Well, the three of us survived our first week home. I'm torn on a few different fronts on how to handle a few different things. I want to breastfeed but the baby has difficulty latching on. He gets so excited/anxious when he tries that he just doesn't manage to get any real feeding done most of the times we try. I've been giving him a bottle with breast milk in it, but I really wish I could be feeding him at the breast. I'm not sure what the best option is at the moment.
Hubby has been working hard on trying to juggle supporting me in my postpartum insanity and dealing with the insanity of work. I love him dearly and I greatly appreciate the effort he has been putting in, but I don't know if I'm demanding too much of him. He deserves time to relax and such. It makes me mad that he has to use his vacation time to take time to be with the baby and I. I know that there's alot of fires to be put out at work and that in alot of ways my dear husband has been the reason why things run smoothly over there. I recognize that his boss depends on him alot for help, and with good reason, because my husband is damn good at what he does and as loyal as an old dog.
At the same time, I'm upset because he hasn't been given time to just relax before the baby was born. We didn't get to go spend some time together as a couple before the child came along, like a little vacation somewhere for a weekend. It was something we had tried to plan over the summer but it never worked out. Now, he's going from the stress of work (where they're trying very hard to improve their standing in the market, again) to the stress of being home with a wife whose half crazy because of hormones and a week old baby. It makes me worry that he's going to resent me for the times where I need him to cuddle me and tell me it'll be ok. And right now, it seems to be happening as often as the baby is looking to be cuddled.
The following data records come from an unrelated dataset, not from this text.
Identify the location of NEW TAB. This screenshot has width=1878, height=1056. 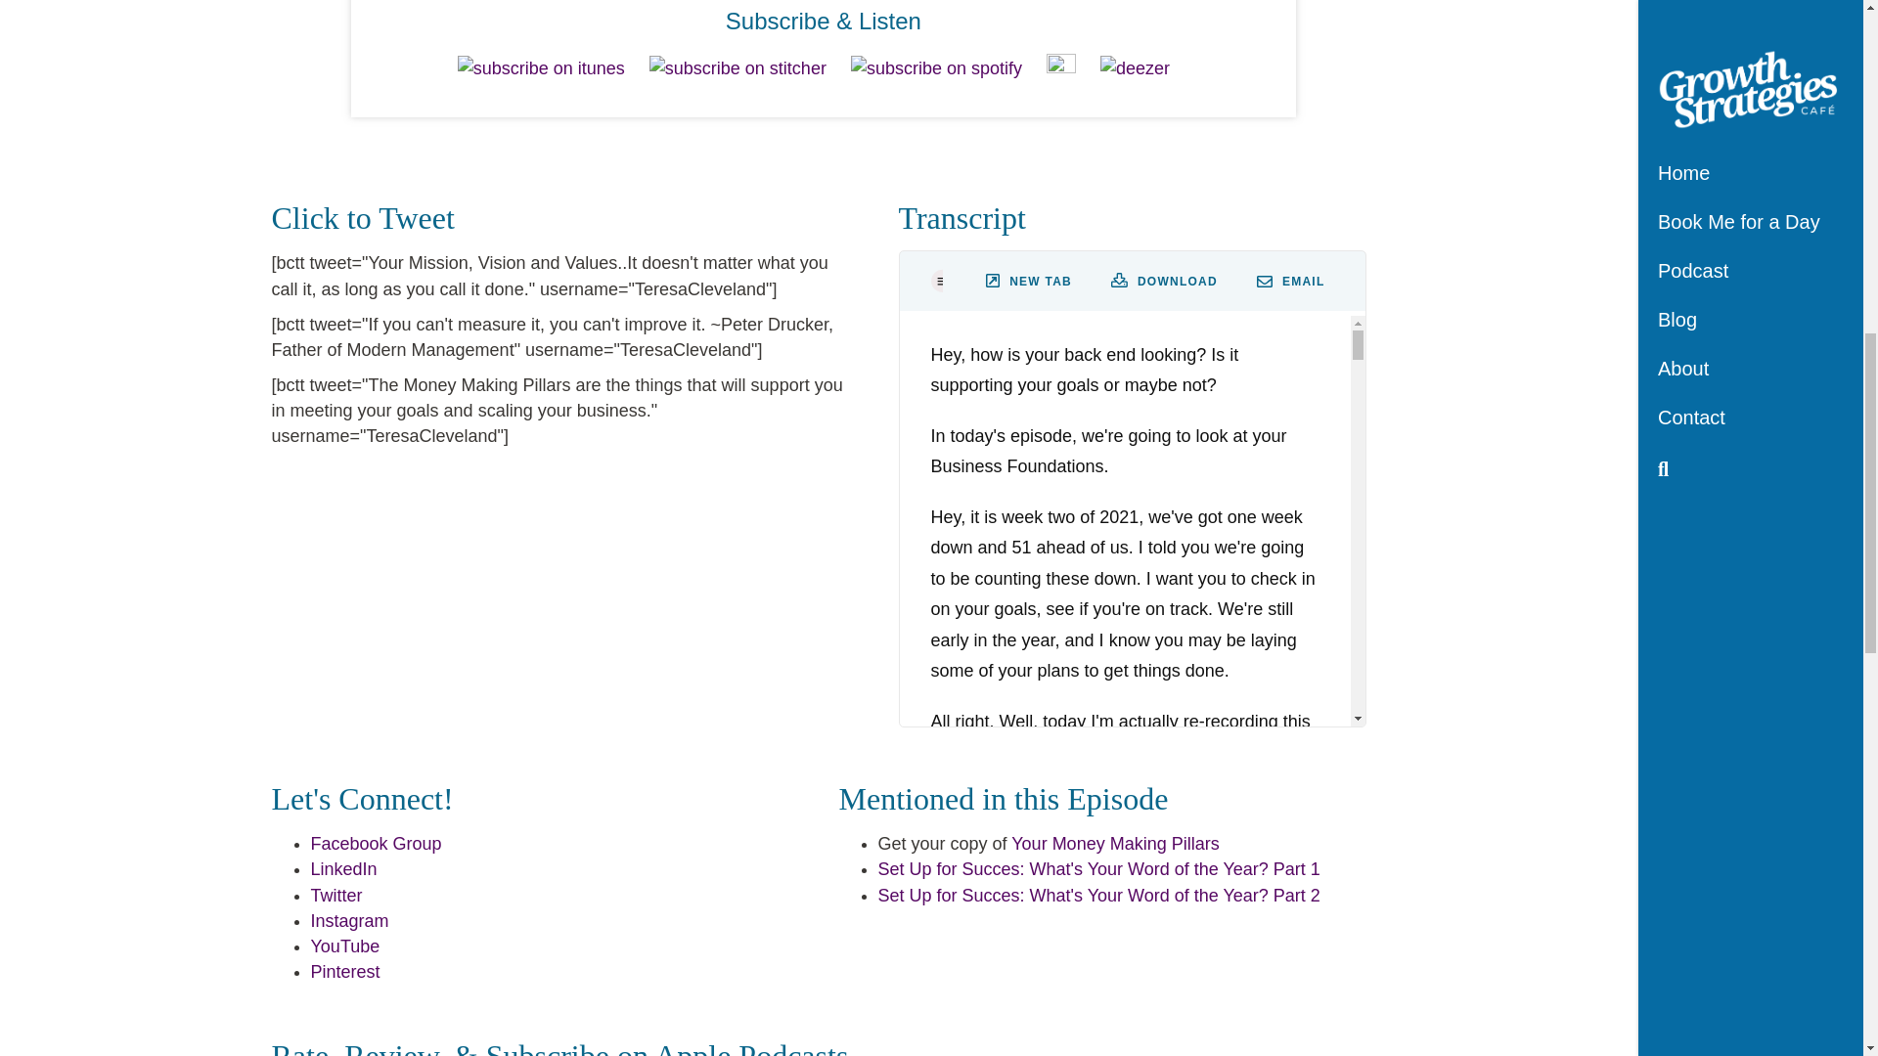
(1029, 281).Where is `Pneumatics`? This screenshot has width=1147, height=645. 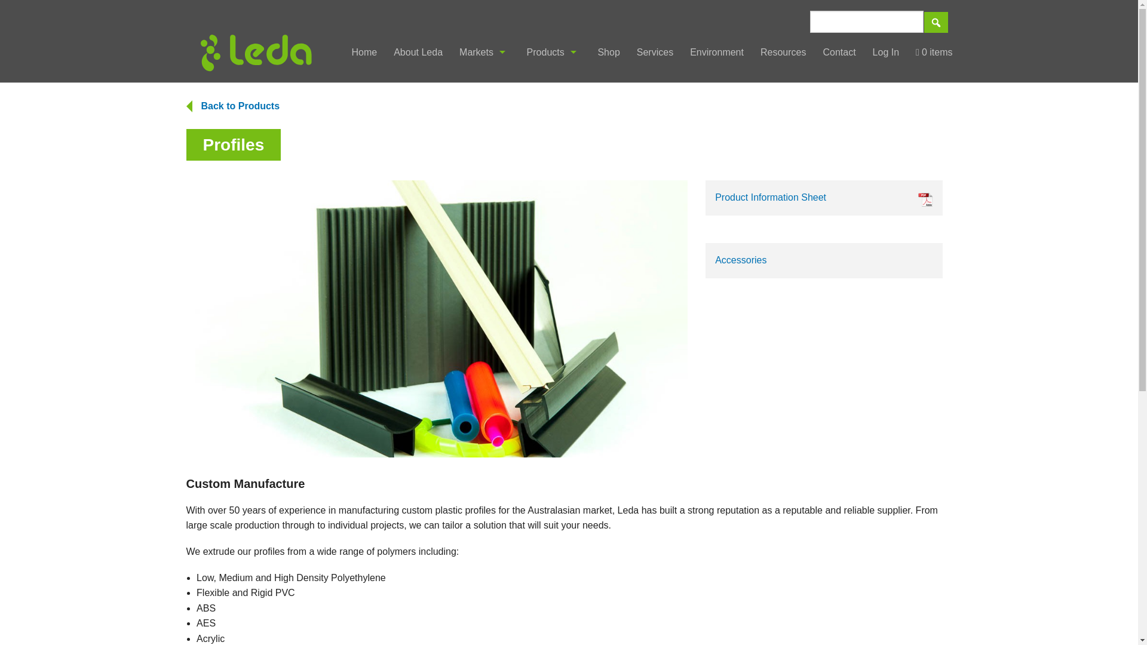
Pneumatics is located at coordinates (484, 85).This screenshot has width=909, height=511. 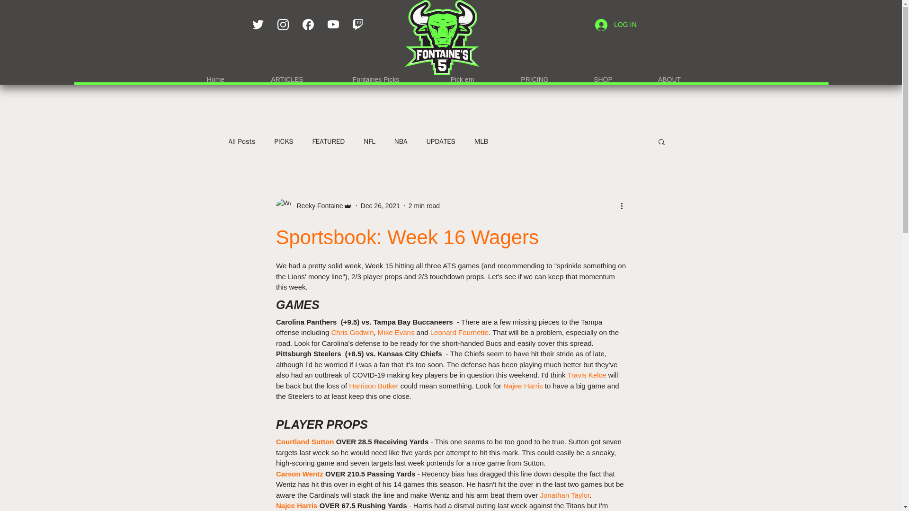 I want to click on Mike Evans, so click(x=396, y=332).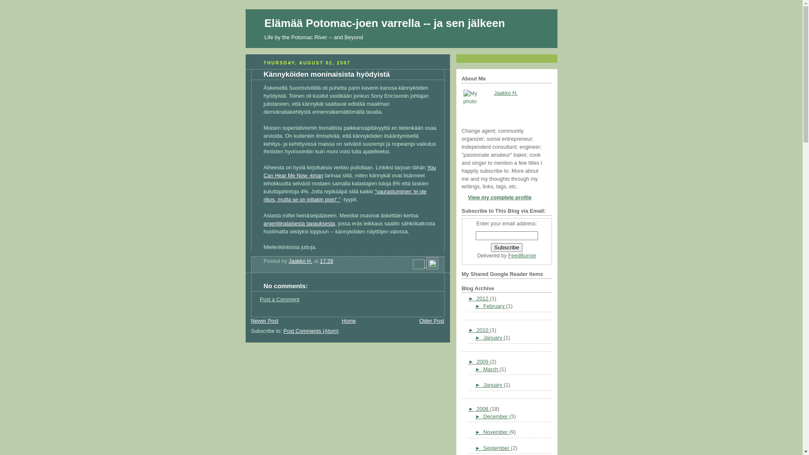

The other source of consternation and confusion is how to manage to get things finished up with rearrangement around here. I don't know where I'm going to put various things and that makes me nervous. I don't know how to arrange things in a manner that will be most efficent. That makes me nervous. I feel like this place isn't big enough for us and that makes me highly uncomfortable. I'm sure that this feeling will pass after we get everything sorted out, but right now I feel like a cat in a rocking chair factory.
And the worst thing right now is the fact that I'm not 'glowing with happiness' when it seems like damn near everybody is insisting that I should be. Apparently, it's normal for new mothers to spend some time doing things like dressing the baby up in every single new outfit for him/her they own. It's apparently normal for them to tickle and such the kid even if they're sleeping. I just can't bring myself to do it and I'm not at the point of being damn near idiotic with happiness. I'm actually feeling rather numb most of the time. The happy face is a front to make the people who tell me I should be happy shut up. There are moments where I'm happy but most of the time it's a cross between nervous and numb.
A concerned friend of mine is suggesting that I may have a touch of postpartum depression. I don't know, maybe I do. I just know that there doesn't seem to be enough time in the day to even catch up on stuff, never mind finish anything. It makes me want to cry in frustration. And I have this nagging fear that I'm not a good mother because I don't know what I'm supposed to do at every time with a newborn baby. I am afraid that I'm not a good mother because I'm not gushing with love for my baby boy already. I'm afraid that I'm not a good mother because I would rather sleep then get up in the middle of the night to feed him. ... The list of reasons why I am afraid I'm not a good mother is easily a country mile long.
And that makes me sad too.
I thought you were supposed to be happy when you have a baby. Not scared, sad, and numb. I can understand exhausted or exasperated, but the other three, I'm not so sure about that.